The Cultural Literacy of Blind Bussardes

One of the meanings of "bussard," or buzzard, is, "A curmudgeonly or cantankerous man ... a mean, greedy person" - so, potentially, one filled with stubborn ideas and opinions.
I found the word in an excerpt of Roger Ascham's "The Scholemaster". In it, he explains the benefits of consulting commonplaces and epithets, which can "induce a man into, an orderlie generall knowledge, how to referre orderlie all that he readeth, ad certa rerum Capita, and not wander in studie". Yet he also warns of the pitfalls of the same, which can occur if study only involves those platitudes, without also developing discernment through methodical reading of the complete texts representative of the best knowledge.
"Bussardes" are worse than those who, thanks to commonplaces and epithets, know something one season but forget it the next (oh, how one finds oneself in the criticism!), but are instead trenchant in the shallowness of the learning that blinds them, having long ceased the pursuit of horizons of learning and thus having nothing to teach.

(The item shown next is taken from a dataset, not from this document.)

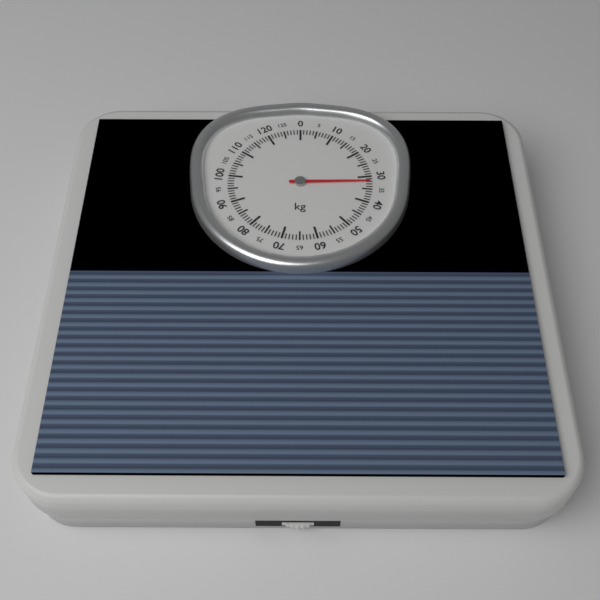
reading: 32 kg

The excerpt reminded me of another extract - from J. M. Coetzee's foreword to Higgins' Academic Freedom in Democratic South Africa, which takes issue with the claim that "only the full apparatus of a humanistic education can produce critical literacy" because such critical literacy can arguably be provided by ("core") courses in cultural literacy - which I think are comparable to the function of commonplace books within the rhetoric courses of yesteryear. Here's Coetzee:
Can you not simply design a pair of one­-semester courses - courses in which all undergraduates, no matter what their career track, will be required to enrol - one course to be entitled "Reading and Writing", in which students will be trained to dissect arguments and write good expository prose; and the other to be entitled "Great Ideas", in which they will be briefed on the main currents of world thought from Ancient Egypt to the present? A pair of courses like that will not require an entire faculty of humanities behind them, merely a school of critical literacy staffed with bright young instructors. Basic courses in cultural literacy are not a new idea. They have been mounted at countless American universities under the rubric of "Freshman Composition".
As an alternative to the commonplace-approach to defending the humanities, he argues, "we need free enquiry because freedom of thought is good in itself. We need institutions where teachers and students can pursue unconstrained the life of the mind because such institutions are, in ways that are difficult to pin down, good for all of us: good for the individual and good for society."


In other words, and to draw from Ascham, if learning ends in platitudes, we will be perpetuating a shallow level of knowledge that can either be forgotten or, worse, lead to blind, trenchant opinion with no appreciation or feel for, say, nuance, context, or even, say, the speciousness of argument that has produced certain thought.
Platitudes are difficult to attain and maintain (though we are helped by commonplace blogs), but to make a claim on knowledge (brave or foolish) requires further, regular dogged revision of entire key and associated texts. Such is not for the "obstinately ignorant", to quote a 1774 entry on what the proverbial use of "buzzard" means.
According to the OED, the word buzzard is used "in names of other raptors regarded as unsuitable for falconry" - so it seems that the secondary meaning is a figurative transfer of the first. Incidentally, the second entry reads: "An ignorant or stupid person. Now usu. with the weakened sense, fellow, chap". So, today's chaps can't be trained; useless and greedy? Surely education is not to cultivate those.


Magazine in background: Marie Claire Maison.

1 comment:

  1. I was fortunate to have had profs in "freshman comp" and similar courses who did not see their job as identifying commonplaces that we were to rote-learn. Instead, texts were open to dialog, to interrogation. But also, we somehow became more aware of rhetorical strategies, tropes, arts of persuasion. To begin to understand readings as more than statement - as seduction - equips us for daily life as well as all manner of reading.